Forty-two-year-old Rao has been working for the last nine years as an artist in Potti Sreeramulu Telugu University in Hyderabad. Earlier, he worked for a host of magazines, newspapers and publications as an illustrator and photographer.

He wrote his first detective novel, "Shavam Chesina Hatya (The Murder Committed by a Dead Body)," in 1977. Then followed "Moodo Manishi (Third Person)".

"I got Rs 50 as remuneration for each of them," Rao says. "Jwaala Simhasanam," a novel based on the trials and tribulations of Tamil separatists in 1980's, "Kaliyuga Savitri" and "Aatmahuti" were best sellers. "They are novels based on themes of comedy, crime, fantasy and adventure," Rao says.

Beautiful Enemy's interactivity, meanwhile, should be quite a crowd-puller. You can change the name of all the main characters and, of course, the course of the story. For instance, you can become the hero and your beloved can be the heroine. The villain? You get to make that choice, too.

The 20-part (or is it episode?) novel which will be updated every week will split into two streams after the fifth week. The story simultaneously progresses in two different directions — you can pick the one you want to follow.

The daily grading by readers (or browsers) decides which is more popular.

The storyline is simple. Ravindra is chased by Pankajam for his property.

Under mysterious circumstances, he is sentenced to death after being falsely implicated in a murder case.

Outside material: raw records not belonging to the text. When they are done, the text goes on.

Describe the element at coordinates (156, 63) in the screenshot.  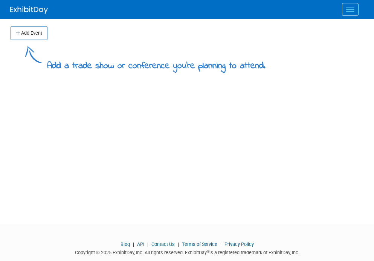
I see `div: Add a trade show or conference you're planning to attend.` at that location.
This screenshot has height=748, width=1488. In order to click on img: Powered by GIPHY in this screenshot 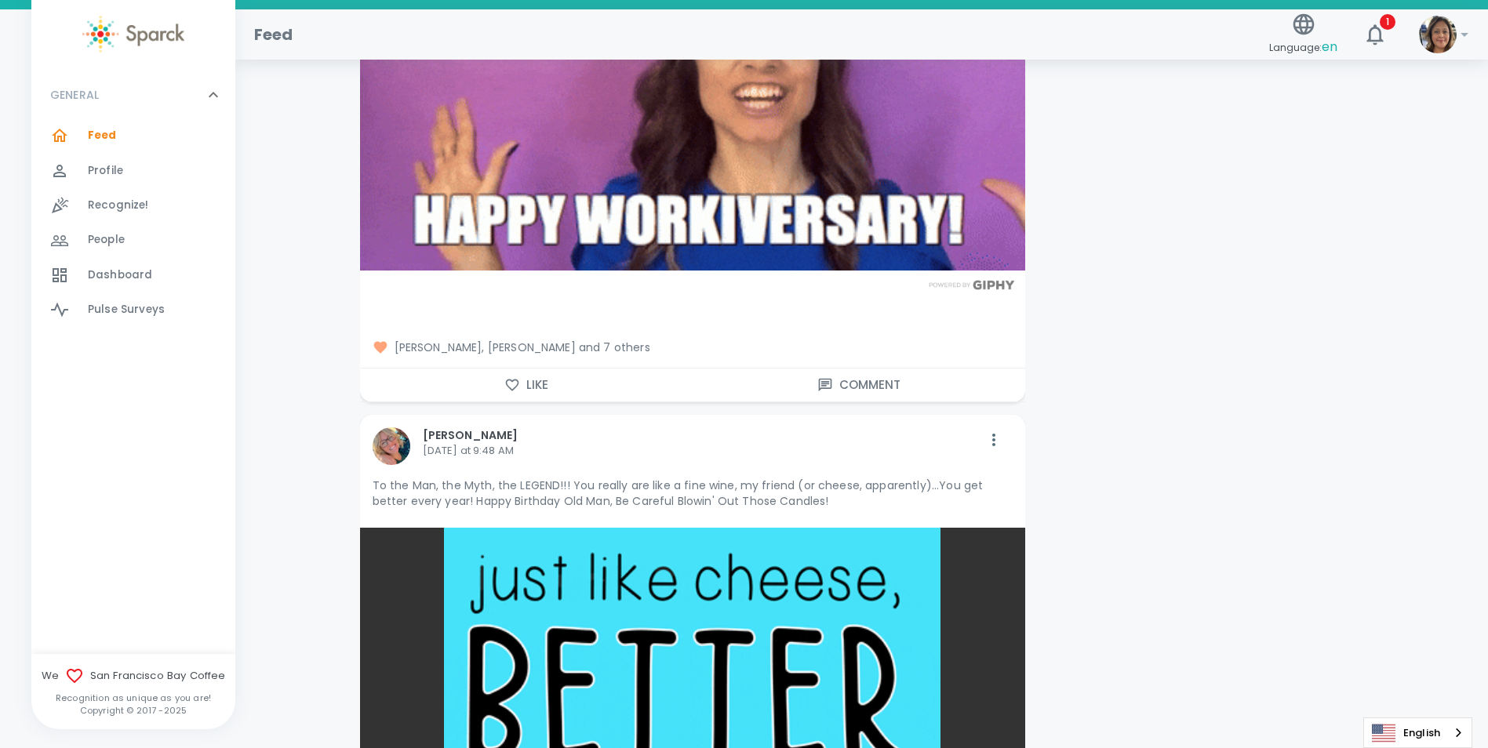, I will do `click(972, 285)`.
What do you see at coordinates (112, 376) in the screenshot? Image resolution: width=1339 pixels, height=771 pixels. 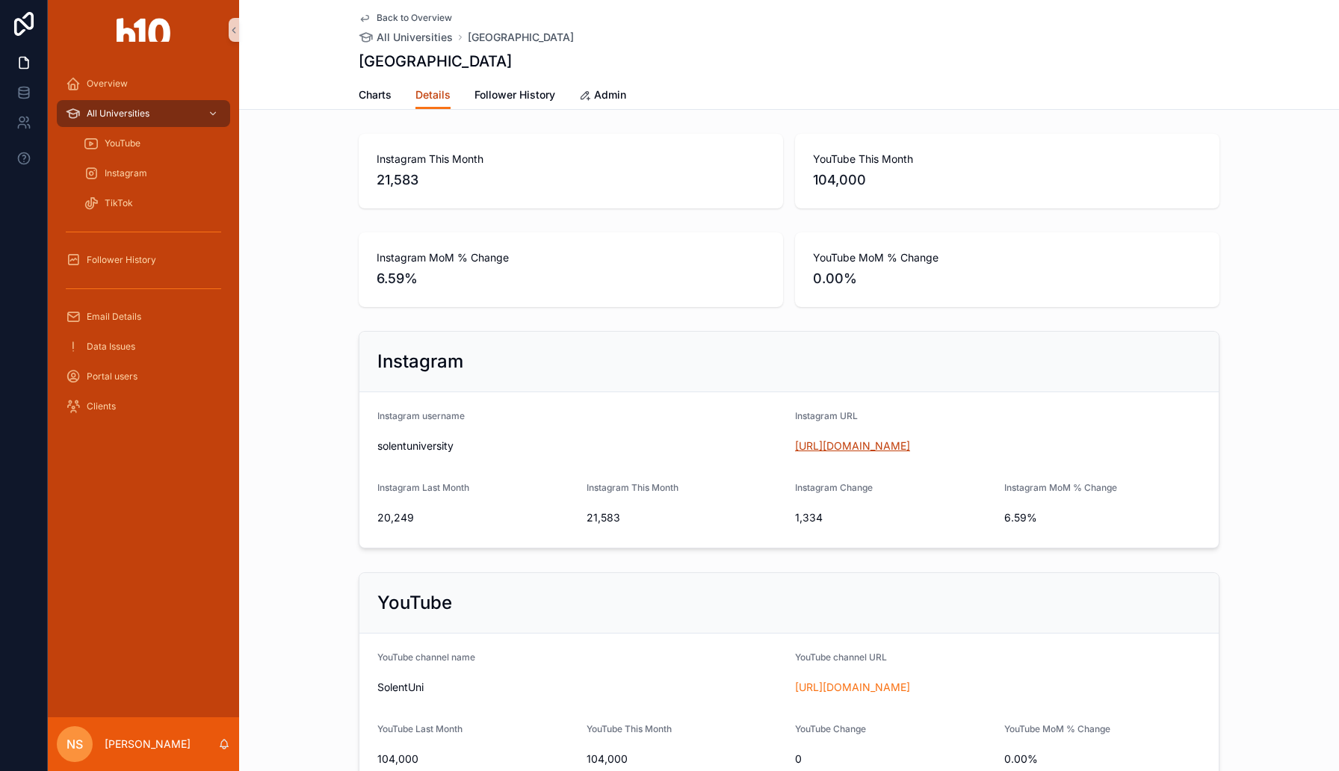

Finally, Radha, the heroine, enters the scene to add drama to the story. A lot of thrills are sure to follow.

The other unique aspects are: You can choose the font size of the letters, colours of illustrations and bookmark the page so that you can start from where you left off.

It's been webcasted by Ardent Citylink Servics.

Like in all other Indian Languages, Telugu fiction too is divided into two categories: classic or serious or pulp or commercial. Rao, dubbed as a pulp writer, is not dismayed by it.

"People accept us. It is the critics who look down upon us," he says.

"The reading habits of people are fast changing in the present days," he added.

Unless you cope with the technological boom that has swept across us, novel, short story, poetry, or any other fiction or creative writing cannot survive against the odds," Rao adds.

Rao has plans to author one more e-novel very soon.